- by foxnews
- 28 Nov 2024
It was early in the 2010 AFL season and the Hawthorn coach, Alastair Clarkson, was under pressure.
His side had lost six of its first seven games, prompting the club president, the volatile former Victorian premier Jeff Kennett, to send a seething email to members.
The season finished in an elimination finals exit, yet Clarkson was upbeat.
But 2010 was the start of what has been called the greatest scandal in AFL history: allegations of horrific treatment of Indigenous players and their partners by Clarkson and other employees at Hawthorn.
According to the claims made during an independent investigation commissioned by the club, players were forced into separating from their partners, and one was told to tell his partner to terminate her pregnancy.
The allegations taint the legacy of Clarkson and the teams he ruthlessly led to greatness.
And they appear set to unleash a reckoning in the AFL unmatched by previous racism scandals, from the booing of Adam Goodes to the abuse of Nicky Winmar.
In the email the woman said the club had forced her partner to break off their relationship.
She said that on 13 March the player had a meeting with the then head of coaching and development, Chris Fagan, which involved the player being questioned about his personal life, including his recent engagement.
On the afternoon of 15 March, she said her partner, Clarkson, Fagan and former player development manager Jason Burt came to the house. Her mother had arrived soon before to warn her they were coming.
The woman said she had been with her partner for eight years, having started a relationship at 13. They had been due to hold an engagement party with 92 guests only days after the player was moved out of the house.
After he was moved out and she was allegedly unable to contact him, she called the police.
According to the email chain included in the report, she said she thought a catchup would be beneficial, but that the club would not be the best place.
She sent further emails seeking a meeting the following day, on 22 March, and again on 25 March, when she said she had been hospitalised because of the stress of the separation and concerns about the health of her baby.
According to the email chain, Newbold responded on the afternoon of 25 March that after speaking with Burt he had decided against a meeting.
Newbold has denied sending the emails, telling the Herald Sun he did not have access to his Hawthorn FC email address at the time he was at the club.
The Newbold email chain is one of several pieces of evidence including text messages, other emails and written transcripts that the author of the internal report, consultant and former AFL player Phil Egan, said were provided to him by five players and partners to support the claims they had made against Hawthorn.
These other pieces of evidence have not been publicly released.
The report had been commissioned after former star player Cyril Rioli and his partner made claims in the Age that the club had mistreated them because of their race.
Egan made seven recommendations, including that those alleged abuses between 2010 and 2016 be reported to the AFL integrity unit. He did not respond to a request for comment.
It was not within the scope of the report to interview Clarkson or the other former Hawthorn staff named within it, leading them to claim they had not been afforded due process.
The proposed AFL investigation into the matter, therefore, will not merely be an exercise in crisis management, it will be expected to either vindicate the players or the coaches.
But the players will not take part in any investigation that is not entirely separate from the AFL.
The AFL chief executive, Gillon McLachlan, has flagged he may delay his departure from the role to deal with the fallout.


__WORK INSTRUCTIONS__: Count the lines below that hold the word "Collector" and say how many, with no other text.
----
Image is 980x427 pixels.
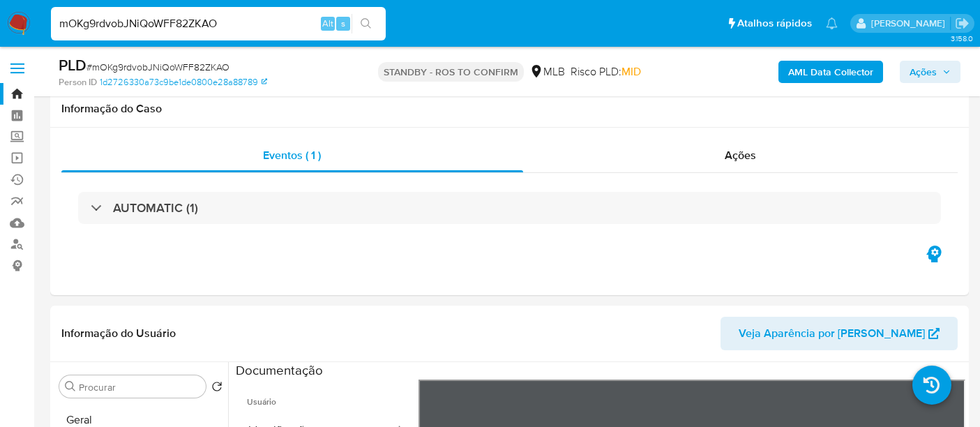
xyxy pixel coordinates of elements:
[342,16,345,30] span: s
[263,147,321,164] span: Eventos ( 1 )
[955,16,969,31] a: Sair
[725,147,756,164] span: Ações
[909,61,936,83] span: Ações
[351,14,381,34] button: search-icon
[720,317,957,350] button: Veja Aparência por [PERSON_NAME]
[322,16,333,30] span: Alt
[86,60,230,74] span: # mOKg9rdvobJNiQoWFF82ZKAO
[826,17,837,29] a: Notificações
[737,16,812,31] span: Atalhos rápidos
[788,61,873,83] b: AML Data Collector
[100,76,267,89] a: 1d2726330a73c9be1de0800e28a88789
[570,65,641,80] span: Risco PLD:
[212,381,223,396] button: Retornar ao pedido padrão
[51,15,386,33] input: Pesquise usuários ou casos...
[871,16,950,30] p: erico.trevizan@mercadopago.com.br
[79,381,200,393] input: Procurar
[62,326,176,341] h1: Informação do Usuário
[59,76,97,89] b: Person ID
[62,102,957,115] h1: Informação do Caso
[378,62,524,82] p: STANDBY - ROS TO CONFIRM
[59,54,86,76] b: PLD
[78,192,941,223] div: AUTOMATIC (1)
[530,65,565,80] div: MLB
[621,64,641,80] span: MID
[778,61,883,83] button: AML Data Collector
[64,381,76,392] button: Procurar
[900,61,960,83] button: Ações
[113,200,198,215] h3: AUTOMATIC (1)
[738,317,925,350] span: Veja Aparência por [PERSON_NAME]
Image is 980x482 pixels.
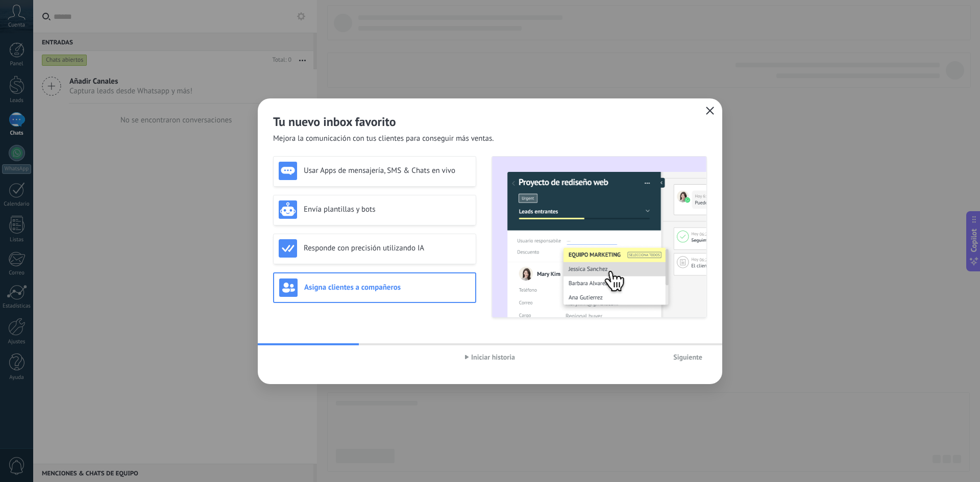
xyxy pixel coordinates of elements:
[304,243,471,253] h3: Responde con precisión utilizando IA
[460,350,519,365] button: Iniciar historia
[304,204,471,214] h3: Envía plantillas y bots
[273,134,494,144] span: Mejora la comunicación con tus clientes para conseguir más ventas.
[673,354,702,361] span: Siguiente
[273,114,707,130] h2: Tu nuevo inbox favorito
[471,354,515,361] span: Iniciar historia
[304,166,471,175] h3: Usar Apps de mensajería, SMS & Chats en vivo
[304,283,470,293] h3: Asigna clientes a compañeros
[668,350,707,365] button: Siguiente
----
__SOLUTION TO THE EXERCISE__: 2